• Albert Paul Mantz (August 2, 1903 – July 8, 1965) was a noted air racing pilot, movie stunt pilot and consultant from the late 1930s until his death in the mid-1960s.
  • Albert Paul Mantz was one of kind: a self-sure pilot who succeeded at anything he ever really wanted, be it aerobatics, a virtual monopoly on movie stunt flying or...
  • Paul Mantz(1903-1965). Stunts. ... After a brief period of commercial flying, Mantz took up the more lucrative career of stunt flying for the film industry.
  • Paul Mantz in his P-51C, Blaze of Noon, in which he set coast-to-coast speed records in each direction and won that year's Bendix Trophy.
  • Born in Alameda, California, on August 8th, 1903, Paul Mantz first learned to fly when he was 17.
  • Paul Mantz did it all: air shows, movie flying, air racing, competition flying, skywriting, air charters, and flight instruction.
  • PAUL MANTZ. King of the Hollywood Pilots. He had severe vertigo, but would fly an airplane anywhere. Flying through a hanger in 1932 for John Ford.
  • Other admirers remain unknown to me. Who else but Paul Mantz would fly a P-51C Mustang racer in a suit and tie, and win Bendix races doing so?
  • Born in Alameda, California, on August 8th, 1903, Paul Mantz first learned to fly when he was 17. After spending several years barnstorming...
  • Stunt pilot and entrepreneur Paul Mantz. ... About Paul Mantz. The aviator served as a major and later lieutenant colonel during World War II (1939-1945).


Within this listing, how many lines include the word "pixels"? Only the number should be given.
··· Provided data ···
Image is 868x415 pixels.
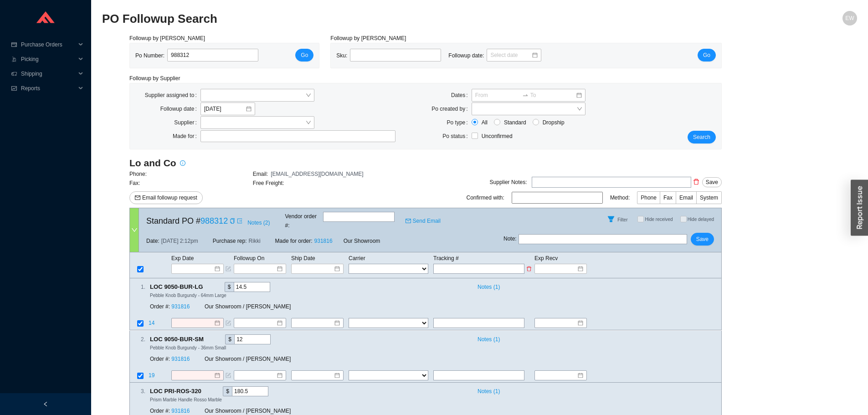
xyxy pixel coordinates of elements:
···
··· Provided data ···
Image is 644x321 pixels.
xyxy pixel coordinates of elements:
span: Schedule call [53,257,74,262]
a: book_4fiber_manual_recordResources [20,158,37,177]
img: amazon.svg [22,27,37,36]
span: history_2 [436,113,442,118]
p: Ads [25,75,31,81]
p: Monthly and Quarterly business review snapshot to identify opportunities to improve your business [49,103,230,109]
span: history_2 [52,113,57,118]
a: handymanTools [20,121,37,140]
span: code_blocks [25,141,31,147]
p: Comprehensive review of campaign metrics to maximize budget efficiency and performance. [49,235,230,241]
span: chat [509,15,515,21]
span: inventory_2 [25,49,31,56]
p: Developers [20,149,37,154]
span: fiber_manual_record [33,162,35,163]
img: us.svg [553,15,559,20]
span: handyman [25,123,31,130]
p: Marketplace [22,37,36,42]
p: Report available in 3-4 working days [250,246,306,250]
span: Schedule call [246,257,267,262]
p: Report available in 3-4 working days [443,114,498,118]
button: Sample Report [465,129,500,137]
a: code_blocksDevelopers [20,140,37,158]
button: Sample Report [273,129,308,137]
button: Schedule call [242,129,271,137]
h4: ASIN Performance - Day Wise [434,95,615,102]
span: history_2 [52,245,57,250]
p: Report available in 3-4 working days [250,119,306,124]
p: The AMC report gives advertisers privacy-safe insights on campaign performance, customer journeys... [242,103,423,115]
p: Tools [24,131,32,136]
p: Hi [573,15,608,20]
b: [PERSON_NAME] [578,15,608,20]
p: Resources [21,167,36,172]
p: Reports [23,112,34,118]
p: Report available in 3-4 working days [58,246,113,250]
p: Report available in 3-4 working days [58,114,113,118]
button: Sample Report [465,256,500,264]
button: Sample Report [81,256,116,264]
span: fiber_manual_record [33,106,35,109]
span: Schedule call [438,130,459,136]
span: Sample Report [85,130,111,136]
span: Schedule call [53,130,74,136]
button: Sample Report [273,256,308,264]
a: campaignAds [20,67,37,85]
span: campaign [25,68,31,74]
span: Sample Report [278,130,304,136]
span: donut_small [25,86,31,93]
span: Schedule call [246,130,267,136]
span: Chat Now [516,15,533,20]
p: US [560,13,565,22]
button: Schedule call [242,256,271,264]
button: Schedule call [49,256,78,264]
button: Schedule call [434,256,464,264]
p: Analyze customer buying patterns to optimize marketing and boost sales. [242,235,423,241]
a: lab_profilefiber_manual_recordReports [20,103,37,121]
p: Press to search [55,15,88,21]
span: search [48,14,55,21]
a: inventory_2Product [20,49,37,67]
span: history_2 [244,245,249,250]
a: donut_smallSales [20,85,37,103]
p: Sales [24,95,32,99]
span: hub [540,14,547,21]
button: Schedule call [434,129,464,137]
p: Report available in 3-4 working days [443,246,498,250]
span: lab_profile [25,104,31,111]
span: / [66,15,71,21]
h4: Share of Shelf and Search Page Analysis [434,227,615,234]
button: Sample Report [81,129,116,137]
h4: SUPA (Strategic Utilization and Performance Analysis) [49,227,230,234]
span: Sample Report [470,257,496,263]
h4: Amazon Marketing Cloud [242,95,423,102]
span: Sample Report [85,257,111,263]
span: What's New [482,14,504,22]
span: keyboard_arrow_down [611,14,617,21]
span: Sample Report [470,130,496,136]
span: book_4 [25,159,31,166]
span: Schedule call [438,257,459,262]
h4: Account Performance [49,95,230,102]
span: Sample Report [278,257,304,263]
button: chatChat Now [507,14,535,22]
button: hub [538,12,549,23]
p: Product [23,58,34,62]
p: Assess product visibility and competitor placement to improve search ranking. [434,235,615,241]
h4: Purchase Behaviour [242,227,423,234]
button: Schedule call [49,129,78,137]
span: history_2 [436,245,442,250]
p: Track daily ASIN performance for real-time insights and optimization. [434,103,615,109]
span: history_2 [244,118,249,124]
···
▸ **Reply to the task**
2